Wednesday, August 22, 2018

Extraordinary Altruists Exhibit Enhanced Self–Other Overlap in Neural Responses to Distress

Extraordinary Altruists Exhibit Enhanced Self–Other Overlap in Neural Responses to Distress. Kristin M. Brethel-Haurwitz et al. Psychological Science, https://doi.org/10.1177/0956797618779590

Abstract: Shared neural representations during experienced and observed distress are hypothesized to reflect empathic neural simulation, which may support altruism. But the correspondence between real-world altruism and shared neural representations has not been directly tested, and empathy’s role in promoting altruism toward strangers has been questioned. Here, we show that individuals who have performed costly altruism (donating a kidney to a stranger; n = 25) exhibit greater self–other overlap than matched control participants (n = 27) in neural representations of pain and threat (fearful anticipation) in anterior insula (AI) during an empathic-pain paradigm. Altruists exhibited greater self–other correspondence in pain-related activation in left AI, highlighting that group-level overlap was supported by individual-level associations between empathic pain and firsthand pain. Altruists exhibited enhanced functional coupling of left AI with left midinsula during empathic pain and threat. Results show that heightened neural instantiations of empathy correspond to real-world altruism and highlight limitations of self-report.

Keywords: altruism, empathy, neural simulation, nondirected living kidney donation

Mate value: Kindness, & physical attraction desirability saturate at the 90th percentile, although we do not tire of them; but intelligence, & easygoingness are fastidious after the 90th percentile

Exceptional intelligence and easygoingness may hurt your prospects: Threshold effects for rated mate characteristics. Gilles E. Gignac, Clare L. Starbuck. British Journal of Psychology, https://doi.org/10.1111/bjop.12342

Abstract: Prospective mate characteristics such as kindness, intelligence, easygoingness, and physical attraction are ranked consistently highly by both men and women. However, rank measurement does not allow for determinations of what level of a mate characteristic is rated most desirable. Based on a more informative percentile scale measurement approach, it was reported recently that mean desirability ratings of IQ in a prospective partner peaked at the 90th percentile, with a statistically significant reduction from the 90th to the 99th percentiles. The purpose of this investigation was to replicate the recently reported non‐linear desirability effect associated with IQ, in addition to the evaluation of three other valued mate characteristics: easygoing, kindness, and physical attraction. Based on a sample of 214 young adults, it was found that all four mate characteristics peaked at the 90th percentile. However, the IQ and easygoing mean desirability ratings evidenced statistically significant mean reductions across the 90th to the 99th percentiles, whereas kindness and physical attraction did not. Finally, the objectively and subjectively assessed intelligence of the participants was not found to be associated with the participants’ desirability ratings of IQ. We interpreted the results to be consistent with a broadly conceptualized threshold hypothesis, which states that the perceived benefits of valued mate characteristics may not extend beyond a certain point. However, mate characteristics such as intelligence and easygoing become somewhat less attractive at very elevated levels, at least based on preference ratings, for reasons that may be biological and/or psycho‐social in nature.

Cleaner wrasse pass the mark test. What are the implications for consciousness and self-awareness testing in animals?

Cleaner wrasse pass the mark test. What are the implications for consciousness and self-awareness testing in animals? Masanori Kohda et al. bioRxiv, https://doi.org/10.1101/397067

Abstract: The ability to perceive and recognise a reflected mirror image as self (mirror self-recognition, MSR) is considered a hallmark of cognition across species. Although MSR has been reported in mammals and birds, it is not known to occur in any other major taxon. A factor potentially limiting the ability to test for MSR is that the established assay for MSR, the mark test, shows an interpretation bias towards animals with the dexterity (or limbs) required to touch a mark. Here, we show that the cleaner wrasse fish, Labroides dimidiatus, passes through all phases of the mark test: (i) social reactions towards the reflection, (ii) repeated idiosyncratic behaviours towards the mirror (contingency testing), and (iii) frequent observation of their reflection. When subsequently provided with a coloured tag, individuals attempt to remove the mark in the presence of a mirror but show no response towards transparent marks, or to coloured marks in the absence of a mirror. This remarkable finding presents a challenge to our interpretation of the mark test – do we accept that these behavioural responses in the mark test, which are taken as evidence of self-recognition in other species, mean that fish are self-aware? Or do we conclude that these behavioural patterns have a basis in a cognitive process other than self-recognition? If the former, what does this mean for our understanding of animal intelligence? If the latter, what does this mean for our application and interpretation of the mark test as a metric for animal cognitive abilities?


* What you will do: Each line below that contains the word "pixels" is to be counted; give only the final number.

══════════════════════════════

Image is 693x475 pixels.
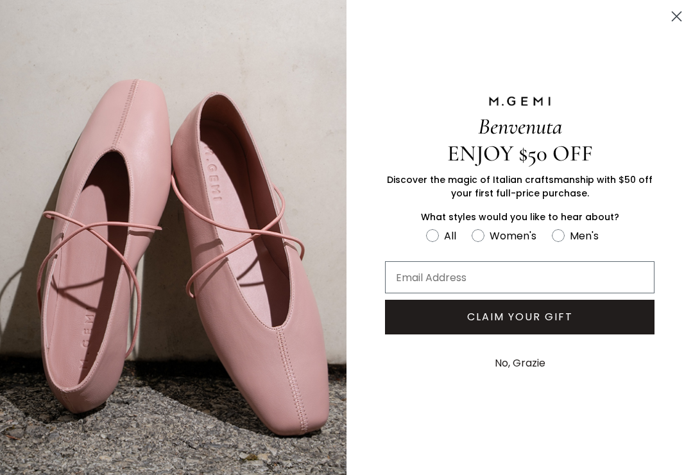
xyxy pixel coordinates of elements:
[478,113,562,140] span: Benvenuta
[488,347,552,379] button: No, Grazie
[387,173,653,200] span: Discover the magic of Italian craftsmanship with $50 off your first full-price purchase.
[421,210,619,223] span: What styles would you like to hear about?
[490,228,536,244] div: Women's
[665,5,688,28] button: Close dialog
[447,140,593,167] span: ENJOY $50 OFF
[488,96,552,107] img: M.GEMI
[385,300,655,334] button: CLAIM YOUR GIFT
[385,261,655,293] input: Email Address
[444,228,456,244] div: All
[570,228,599,244] div: Men's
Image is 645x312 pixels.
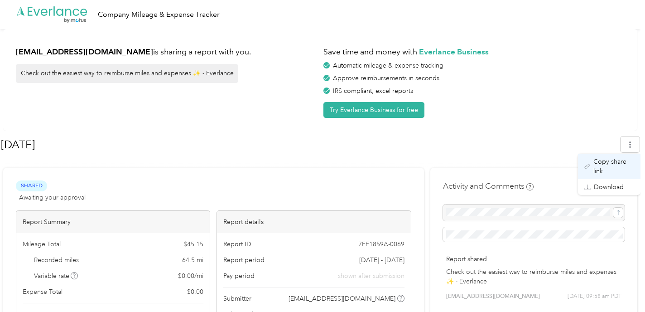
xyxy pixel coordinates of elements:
[333,74,439,82] span: Approve reimbursements in seconds
[16,180,47,191] span: Shared
[419,47,489,56] strong: Everlance Business
[358,239,404,249] span: 7FF1859A-0069
[16,47,153,56] strong: [EMAIL_ADDRESS][DOMAIN_NAME]
[359,255,404,264] span: [DATE] - [DATE]
[217,211,410,233] div: Report details
[288,293,395,303] span: [EMAIL_ADDRESS][DOMAIN_NAME]
[223,255,264,264] span: Report period
[593,157,634,176] span: Copy share link
[323,46,624,58] h1: Save time and money with
[223,293,251,303] span: Submitter
[443,180,533,192] h4: Activity and Comments
[446,254,621,264] p: Report shared
[446,292,540,300] span: [EMAIL_ADDRESS][DOMAIN_NAME]
[183,239,203,249] span: $ 45.15
[19,192,86,202] span: Awaiting your approval
[567,292,621,300] span: [DATE] 09:58 am PDT
[223,271,255,280] span: Pay period
[16,211,210,233] div: Report Summary
[323,102,424,118] button: Try Everlance Business for free
[16,64,238,83] div: Check out the easiest way to reimburse miles and expenses ✨ - Everlance
[594,182,624,192] span: Download
[1,134,614,155] h1: Sep 2025
[34,255,79,264] span: Recorded miles
[446,267,621,286] p: Check out the easiest way to reimburse miles and expenses ✨ - Everlance
[16,46,317,58] h1: is sharing a report with you.
[23,287,62,296] span: Expense Total
[338,271,404,280] span: shown after submission
[182,255,203,264] span: 64.5 mi
[333,62,443,69] span: Automatic mileage & expense tracking
[178,271,203,280] span: $ 0.00 / mi
[98,9,220,20] div: Company Mileage & Expense Tracker
[333,87,413,95] span: IRS compliant, excel reports
[23,239,61,249] span: Mileage Total
[187,287,203,296] span: $ 0.00
[223,239,251,249] span: Report ID
[34,271,78,280] span: Variable rate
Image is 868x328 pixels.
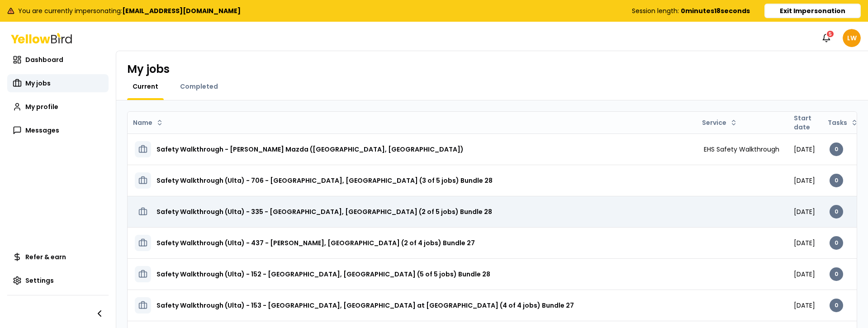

══════════════════════════════

* Exercise output: 3